I hadn't played the clarinet for years but agreed to perform with two of my daughters. The youngest is a middle-school violinist. I reasoned that she could use the experience, that performing is motivational, that it would be fun to practice together and that if we worked hard we might have something to offer.
After the obligatory protests, Amy agreed to try to learn the violin part. Experienced Michelle was willing to accompany on the piano, and I found myself trying to transpose a clarinet part out of four-part choir music and accompaniment. The problem is that the clarinet's natural key is B flat but the violin and piano are in concert key. To further explain, when the piano plays an A the clarinet has to play a B to match the tone. The clarinet also has to add two sharps to the key signature as well as put the music in the treble clef if trying to read from the bass clef of the accompaniment.What this all means is that a clarinet player such as I, who is not confident, has to transcribe the original music for violins and piano and vocalists onto manuscript. It is a bit like taking something written in a foreign language and rewriting it into a new dialect.
Clarinets make their sound or noise because a thin reed on the mouthpiece vibrates when blown properly. The sound is amplified by the megaphone shape of the clarinet. To get a sound that doesn't resemble a duck call requires some training. The body parts from diaphragm to lips to jaw to tongue to cheeks need to be controlled. The most important part of blowing is the way the mouth is held, the embouchure, although clarinet players don't have it as bad as trumpet players, who vibrate their lips instead of a reed. This is an admission that trumpet players are probably better kissers than clarinet players.
We practiced. I don't know the ratio of practice time to performance time, but it might have reached a collective 100 to one. That is what is sometimes required. It wasn't just that we had to each learn our parts; we had to do it together. We had to agree when to play loudly and when to play softly. Sometimes Amy took the lead and played above the rest of us. Sometimes it was the piano's turn to lead. Difficult passages were repeated and repeated.
We had to agree when to take breaths. For Amy it meant bowing the violin the right way in the right places. For me it meant breathing correctly and tongueing certain notes while slurring others. The accompanist had to feel the phrases with us. What really happens is that the individuals in the ensemble need to allow themselves to become part of a group rather than acting like individual soloists. The trio becomes a single instrument that breathes and thinks and feels and interprets as individuals share. The group becomes more than the sum of its parts.
The skill developed as a musician is quite different from what is taught in math or science or English or in other basic classes. Although my math experience is not as great as my music experience, I can't remember trying to feel the emotion of the mathematical equation and trying to reconcile my feelings and interpretation with others in an ensemble so that we could perform algebraic functions together. I don't recall practicing the same problem over and over to get it the way I wanted it. It seems that the math problem was either wrong or right. The music passage is either wrong or getting better. It seldom becomes perfect or right.
As I got the old clarinet out and practiced, I remembered the bumper sticker that finally washed off my dad's car at about the same time he retired from the Utah Symphony: "Music Is the Staff of Life." I think he's right. And even if not exactly correct, music is at least a salt that adds savor to life.
There may even be more to this. Dad liked to remind people that his music students also seemed to be the school leaders. They were the kids who became both the informal and elected leaders of the school. Perhaps it is because they learned in band and orchestra the relationship between individual excellence and group excellence.
It may be for musicians to know from hours of practice what it takes to become good enough individually that self confidence will allow participation in a group that must become one instrument as an ensemble. Perhaps it is for the student musician to begin to understand the relationship of individual and group needs. It may be the musicians of the world who understand how three individual interpretations can become one in a trio.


• [REQUIREMENT]: Every line of the data must be retyped exactly as it stands.

• [DATA UNDER STUDY]:
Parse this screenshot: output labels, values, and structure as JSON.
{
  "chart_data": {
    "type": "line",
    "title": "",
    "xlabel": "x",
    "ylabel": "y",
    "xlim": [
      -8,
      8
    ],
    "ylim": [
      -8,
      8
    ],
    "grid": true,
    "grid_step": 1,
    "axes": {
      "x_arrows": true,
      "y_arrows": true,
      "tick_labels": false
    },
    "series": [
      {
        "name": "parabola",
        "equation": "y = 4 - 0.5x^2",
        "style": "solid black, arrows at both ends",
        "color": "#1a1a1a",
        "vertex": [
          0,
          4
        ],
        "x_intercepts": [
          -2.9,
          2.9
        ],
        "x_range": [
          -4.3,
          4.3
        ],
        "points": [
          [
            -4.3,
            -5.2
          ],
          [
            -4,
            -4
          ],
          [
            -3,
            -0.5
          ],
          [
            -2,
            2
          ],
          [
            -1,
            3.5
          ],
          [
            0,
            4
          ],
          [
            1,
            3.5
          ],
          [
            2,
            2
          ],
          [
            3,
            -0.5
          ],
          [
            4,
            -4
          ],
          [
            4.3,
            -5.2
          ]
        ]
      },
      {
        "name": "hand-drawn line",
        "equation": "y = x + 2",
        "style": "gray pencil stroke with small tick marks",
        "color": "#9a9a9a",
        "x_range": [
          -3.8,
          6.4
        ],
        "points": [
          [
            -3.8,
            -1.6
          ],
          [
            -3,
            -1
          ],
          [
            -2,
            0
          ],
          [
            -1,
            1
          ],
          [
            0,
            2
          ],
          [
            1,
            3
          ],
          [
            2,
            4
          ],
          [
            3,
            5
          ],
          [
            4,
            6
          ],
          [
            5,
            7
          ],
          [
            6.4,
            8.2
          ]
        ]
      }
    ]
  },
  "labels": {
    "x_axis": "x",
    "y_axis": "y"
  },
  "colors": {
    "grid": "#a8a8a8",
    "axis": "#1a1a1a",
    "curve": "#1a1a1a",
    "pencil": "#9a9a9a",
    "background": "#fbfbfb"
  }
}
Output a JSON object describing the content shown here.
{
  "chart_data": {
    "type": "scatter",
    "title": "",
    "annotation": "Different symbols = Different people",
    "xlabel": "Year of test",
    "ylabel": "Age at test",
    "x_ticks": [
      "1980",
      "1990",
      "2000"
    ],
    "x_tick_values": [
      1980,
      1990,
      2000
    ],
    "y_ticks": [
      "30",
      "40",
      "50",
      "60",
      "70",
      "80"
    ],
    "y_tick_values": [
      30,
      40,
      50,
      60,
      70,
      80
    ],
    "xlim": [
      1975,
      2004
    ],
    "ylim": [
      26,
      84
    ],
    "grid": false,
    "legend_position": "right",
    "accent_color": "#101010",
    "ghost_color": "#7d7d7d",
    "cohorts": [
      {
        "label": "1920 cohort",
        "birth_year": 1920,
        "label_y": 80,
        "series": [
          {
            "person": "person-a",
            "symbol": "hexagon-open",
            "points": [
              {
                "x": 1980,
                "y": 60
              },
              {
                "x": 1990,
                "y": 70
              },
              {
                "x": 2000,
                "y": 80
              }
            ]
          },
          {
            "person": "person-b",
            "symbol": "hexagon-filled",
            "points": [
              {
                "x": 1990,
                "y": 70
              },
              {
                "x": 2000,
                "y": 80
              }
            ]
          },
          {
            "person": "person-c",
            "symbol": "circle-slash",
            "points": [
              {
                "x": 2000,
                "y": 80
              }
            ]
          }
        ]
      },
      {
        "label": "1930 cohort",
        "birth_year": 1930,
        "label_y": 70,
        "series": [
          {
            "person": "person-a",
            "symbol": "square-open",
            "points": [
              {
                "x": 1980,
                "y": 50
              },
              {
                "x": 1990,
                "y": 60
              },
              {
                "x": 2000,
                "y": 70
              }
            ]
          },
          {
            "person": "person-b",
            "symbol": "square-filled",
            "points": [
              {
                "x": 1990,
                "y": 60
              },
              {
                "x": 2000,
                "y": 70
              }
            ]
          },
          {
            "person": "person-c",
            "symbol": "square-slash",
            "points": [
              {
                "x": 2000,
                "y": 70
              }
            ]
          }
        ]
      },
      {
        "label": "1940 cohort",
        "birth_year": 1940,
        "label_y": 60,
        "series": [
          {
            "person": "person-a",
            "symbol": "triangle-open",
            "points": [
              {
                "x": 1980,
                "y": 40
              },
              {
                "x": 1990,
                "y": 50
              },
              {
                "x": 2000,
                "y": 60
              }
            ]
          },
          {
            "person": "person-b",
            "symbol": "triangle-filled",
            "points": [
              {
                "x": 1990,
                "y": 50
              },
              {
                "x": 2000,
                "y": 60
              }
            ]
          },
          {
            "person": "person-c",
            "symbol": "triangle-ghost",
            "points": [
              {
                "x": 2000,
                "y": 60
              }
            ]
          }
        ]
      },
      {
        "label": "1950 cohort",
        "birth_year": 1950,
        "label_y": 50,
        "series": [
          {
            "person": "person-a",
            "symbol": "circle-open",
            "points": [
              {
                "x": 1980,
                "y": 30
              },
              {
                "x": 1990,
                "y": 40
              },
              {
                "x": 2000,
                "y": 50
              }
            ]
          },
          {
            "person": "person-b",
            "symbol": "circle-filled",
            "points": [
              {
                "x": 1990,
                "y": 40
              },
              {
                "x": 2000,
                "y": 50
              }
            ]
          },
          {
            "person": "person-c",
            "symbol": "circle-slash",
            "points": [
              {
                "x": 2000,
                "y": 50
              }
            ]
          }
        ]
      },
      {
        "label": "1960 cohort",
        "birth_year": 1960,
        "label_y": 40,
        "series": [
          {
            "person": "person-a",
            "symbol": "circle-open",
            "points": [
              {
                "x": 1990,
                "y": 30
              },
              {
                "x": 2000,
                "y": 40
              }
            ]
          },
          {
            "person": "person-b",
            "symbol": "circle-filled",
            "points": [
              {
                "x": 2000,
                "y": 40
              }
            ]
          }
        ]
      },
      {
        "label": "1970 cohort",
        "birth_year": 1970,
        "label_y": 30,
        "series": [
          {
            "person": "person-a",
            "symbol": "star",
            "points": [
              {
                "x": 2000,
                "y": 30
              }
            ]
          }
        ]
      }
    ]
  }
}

• [ANSWER TO THE PROBLEM]:
Parse this screenshot: output labels, values, and structure as JSON.
{
  "chart_data": {
    "type": "line",
    "title": "",
    "xlabel": "x",
    "ylabel": "y",
    "xlim": [
      -8,
      8
    ],
    "ylim": [
      -8,
      8
    ],
    "grid": true,
    "grid_step": 1,
    "axes": {
      "x_arrows": true,
      "y_arrows": true,
      "tick_labels": false
    },
    "series": [
      {
        "name": "parabola",
        "equation": "y = 4 - 0.5x^2",
        "style": "solid black, arrows at both ends",
        "color": "#1a1a1a",
        "vertex": [
          0,
          4
        ],
        "x_intercepts": [
          -2.9,
          2.9
        ],
        "x_range": [
          -4.3,
          4.3
        ],
        "points": [
          [
            -4.3,
            -5.2
          ],
          [
            -4,
            -4
          ],
          [
            -3,
            -0.5
          ],
          [
            -2,
            2
          ],
          [
            -1,
            3.5
          ],
          [
            0,
            4
          ],
          [
            1,
            3.5
          ],
          [
            2,
            2
          ],
          [
            3,
            -0.5
          ],
          [
            4,
            -4
          ],
          [
            4.3,
            -5.2
          ]
        ]
      },
      {
        "name": "hand-drawn line",
        "equation": "y = x + 2",
        "style": "gray pencil stroke with small tick marks",
        "color": "#9a9a9a",
        "x_range": [
          -3.8,
          6.4
        ],
        "points": [
          [
            -3.8,
            -1.6
          ],
          [
            -3,
            -1
          ],
          [
            -2,
            0
          ],
          [
            -1,
            1
          ],
          [
            0,
            2
          ],
          [
            1,
            3
          ],
          [
            2,
            4
          ],
          [
            3,
            5
          ],
          [
            4,
            6
          ],
          [
            5,
            7
          ],
          [
            6.4,
            8.2
          ]
        ]
      }
    ]
  },
  "labels": {
    "x_axis": "x",
    "y_axis": "y"
  },
  "colors": {
    "grid": "#a8a8a8",
    "axis": "#1a1a1a",
    "curve": "#1a1a1a",
    "pencil": "#9a9a9a",
    "background": "#fbfbfb"
  }
}
Output a JSON object describing the content shown here.
{
  "chart_data": {
    "type": "scatter",
    "title": "",
    "annotation": "Different symbols = Different people",
    "xlabel": "Year of test",
    "ylabel": "Age at test",
    "x_ticks": [
      "1980",
      "1990",
      "2000"
    ],
    "x_tick_values": [
      1980,
      1990,
      2000
    ],
    "y_ticks": [
      "30",
      "40",
      "50",
      "60",
      "70",
      "80"
    ],
    "y_tick_values": [
      30,
      40,
      50,
      60,
      70,
      80
    ],
    "xlim": [
      1975,
      2004
    ],
    "ylim": [
      26,
      84
    ],
    "grid": false,
    "legend_position": "right",
    "accent_color": "#101010",
    "ghost_color": "#7d7d7d",
    "cohorts": [
      {
        "label": "1920 cohort",
        "birth_year": 1920,
        "label_y": 80,
        "series": [
          {
            "person": "person-a",
            "symbol": "hexagon-open",
            "points": [
              {
                "x": 1980,
                "y": 60
              },
              {
                "x": 1990,
                "y": 70
              },
              {
                "x": 2000,
                "y": 80
              }
            ]
          },
          {
            "person": "person-b",
            "symbol": "hexagon-filled",
            "points": [
              {
                "x": 1990,
                "y": 70
              },
              {
                "x": 2000,
                "y": 80
              }
            ]
          },
          {
            "person": "person-c",
            "symbol": "circle-slash",
            "points": [
              {
                "x": 2000,
                "y": 80
              }
            ]
          }
        ]
      },
      {
        "label": "1930 cohort",
        "birth_year": 1930,
        "label_y": 70,
        "series": [
          {
            "person": "person-a",
            "symbol": "square-open",
            "points": [
              {
                "x": 1980,
                "y": 50
              },
              {
                "x": 1990,
                "y": 60
              },
              {
                "x": 2000,
                "y": 70
              }
            ]
          },
          {
            "person": "person-b",
            "symbol": "square-filled",
            "points": [
              {
                "x": 1990,
                "y": 60
              },
              {
                "x": 2000,
                "y": 70
              }
            ]
          },
          {
            "person": "person-c",
            "symbol": "square-slash",
            "points": [
              {
                "x": 2000,
                "y": 70
              }
            ]
          }
        ]
      },
      {
        "label": "1940 cohort",
        "birth_year": 1940,
        "label_y": 60,
        "series": [
          {
            "person": "person-a",
            "symbol": "triangle-open",
            "points": [
              {
                "x": 1980,
                "y": 40
              },
              {
                "x": 1990,
                "y": 50
              },
              {
                "x": 2000,
                "y": 60
              }
            ]
          },
          {
            "person": "person-b",
            "symbol": "triangle-filled",
            "points": [
              {
                "x": 1990,
                "y": 50
              },
              {
                "x": 2000,
                "y": 60
              }
            ]
          },
          {
            "person": "person-c",
            "symbol": "triangle-ghost",
            "points": [
              {
                "x": 2000,
                "y": 60
              }
            ]
          }
        ]
      },
      {
        "label": "1950 cohort",
        "birth_year": 1950,
        "label_y": 50,
        "series": [
          {
            "person": "person-a",
            "symbol": "circle-open",
            "points": [
              {
                "x": 1980,
                "y": 30
              },
              {
                "x": 1990,
                "y": 40
              },
              {
                "x": 2000,
                "y": 50
              }
            ]
          },
          {
            "person": "person-b",
            "symbol": "circle-filled",
            "points": [
              {
                "x": 1990,
                "y": 40
              },
              {
                "x": 2000,
                "y": 50
              }
            ]
          },
          {
            "person": "person-c",
            "symbol": "circle-slash",
            "points": [
              {
                "x": 2000,
                "y": 50
              }
            ]
          }
        ]
      },
      {
        "label": "1960 cohort",
        "birth_year": 1960,
        "label_y": 40,
        "series": [
          {
            "person": "person-a",
            "symbol": "circle-open",
            "points": [
              {
                "x": 1990,
                "y": 30
              },
              {
                "x": 2000,
                "y": 40
              }
            ]
          },
          {
            "person": "person-b",
            "symbol": "circle-filled",
            "points": [
              {
                "x": 2000,
                "y": 40
              }
            ]
          }
        ]
      },
      {
        "label": "1970 cohort",
        "birth_year": 1970,
        "label_y": 30,
        "series": [
          {
            "person": "person-a",
            "symbol": "star",
            "points": [
              {
                "x": 2000,
                "y": 30
              }
            ]
          }
        ]
      }
    ]
  }
}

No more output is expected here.